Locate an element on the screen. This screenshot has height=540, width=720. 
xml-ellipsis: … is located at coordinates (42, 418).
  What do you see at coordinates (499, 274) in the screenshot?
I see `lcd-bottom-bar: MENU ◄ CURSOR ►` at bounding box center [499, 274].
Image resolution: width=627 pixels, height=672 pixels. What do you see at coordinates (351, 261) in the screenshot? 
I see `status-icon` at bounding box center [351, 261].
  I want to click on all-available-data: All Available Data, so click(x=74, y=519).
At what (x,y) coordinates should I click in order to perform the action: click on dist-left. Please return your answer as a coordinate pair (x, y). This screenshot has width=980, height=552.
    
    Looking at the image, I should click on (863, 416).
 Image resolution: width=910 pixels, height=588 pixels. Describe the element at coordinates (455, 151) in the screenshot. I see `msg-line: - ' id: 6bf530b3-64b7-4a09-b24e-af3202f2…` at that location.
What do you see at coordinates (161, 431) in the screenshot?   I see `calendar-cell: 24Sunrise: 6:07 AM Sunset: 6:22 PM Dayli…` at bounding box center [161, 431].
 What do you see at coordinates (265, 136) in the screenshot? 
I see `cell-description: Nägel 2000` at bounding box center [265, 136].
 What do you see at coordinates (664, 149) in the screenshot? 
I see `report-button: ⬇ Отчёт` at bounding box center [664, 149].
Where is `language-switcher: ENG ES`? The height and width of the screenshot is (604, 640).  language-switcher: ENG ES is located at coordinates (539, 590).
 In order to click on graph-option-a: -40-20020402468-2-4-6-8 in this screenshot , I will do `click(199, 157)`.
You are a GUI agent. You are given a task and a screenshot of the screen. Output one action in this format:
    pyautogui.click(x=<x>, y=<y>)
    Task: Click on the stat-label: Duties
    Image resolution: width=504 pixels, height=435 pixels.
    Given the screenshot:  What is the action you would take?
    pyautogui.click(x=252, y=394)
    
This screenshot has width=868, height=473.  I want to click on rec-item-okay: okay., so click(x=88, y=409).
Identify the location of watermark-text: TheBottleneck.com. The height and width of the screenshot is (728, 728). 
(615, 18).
◇ ◇ ◇ ◇
- _Task prompt_: Return all the lines shown above, word for word.

- _Written response_:
Locate an element on the screen. This screenshot has height=540, width=720. 
xml-ellipsis: … is located at coordinates (42, 418).
  What do you see at coordinates (499, 274) in the screenshot?
I see `lcd-bottom-bar: MENU ◄ CURSOR ►` at bounding box center [499, 274].
Image resolution: width=627 pixels, height=672 pixels. What do you see at coordinates (351, 261) in the screenshot? 
I see `status-icon` at bounding box center [351, 261].
  I want to click on all-available-data: All Available Data, so click(x=74, y=519).
At what (x,y) coordinates should I click in order to perform the action: click on dist-left. Please return your answer as a coordinate pair (x, y). This screenshot has width=980, height=552.
    
    Looking at the image, I should click on (863, 416).
 Image resolution: width=910 pixels, height=588 pixels. Describe the element at coordinates (455, 151) in the screenshot. I see `msg-line: - ' id: 6bf530b3-64b7-4a09-b24e-af3202f2…` at that location.
What do you see at coordinates (161, 431) in the screenshot?   I see `calendar-cell: 24Sunrise: 6:07 AM Sunset: 6:22 PM Dayli…` at bounding box center [161, 431].
 What do you see at coordinates (265, 136) in the screenshot? 
I see `cell-description: Nägel 2000` at bounding box center [265, 136].
 What do you see at coordinates (664, 149) in the screenshot? 
I see `report-button: ⬇ Отчёт` at bounding box center [664, 149].
Where is `language-switcher: ENG ES`? The height and width of the screenshot is (604, 640).  language-switcher: ENG ES is located at coordinates (539, 590).
 In order to click on graph-option-a: -40-20020402468-2-4-6-8 in this screenshot , I will do `click(199, 157)`.
You are a GUI agent. You are given a task and a screenshot of the screen. Output one action in this format:
    pyautogui.click(x=<x>, y=<y>)
    Task: Click on the stat-label: Duties
    Image resolution: width=504 pixels, height=435 pixels.
    Given the screenshot:  What is the action you would take?
    pyautogui.click(x=252, y=394)
    
This screenshot has width=868, height=473.  I want to click on rec-item-okay: okay., so click(x=88, y=409).
Identify the location of watermark-text: TheBottleneck.com. The height and width of the screenshot is (728, 728). 
(615, 18).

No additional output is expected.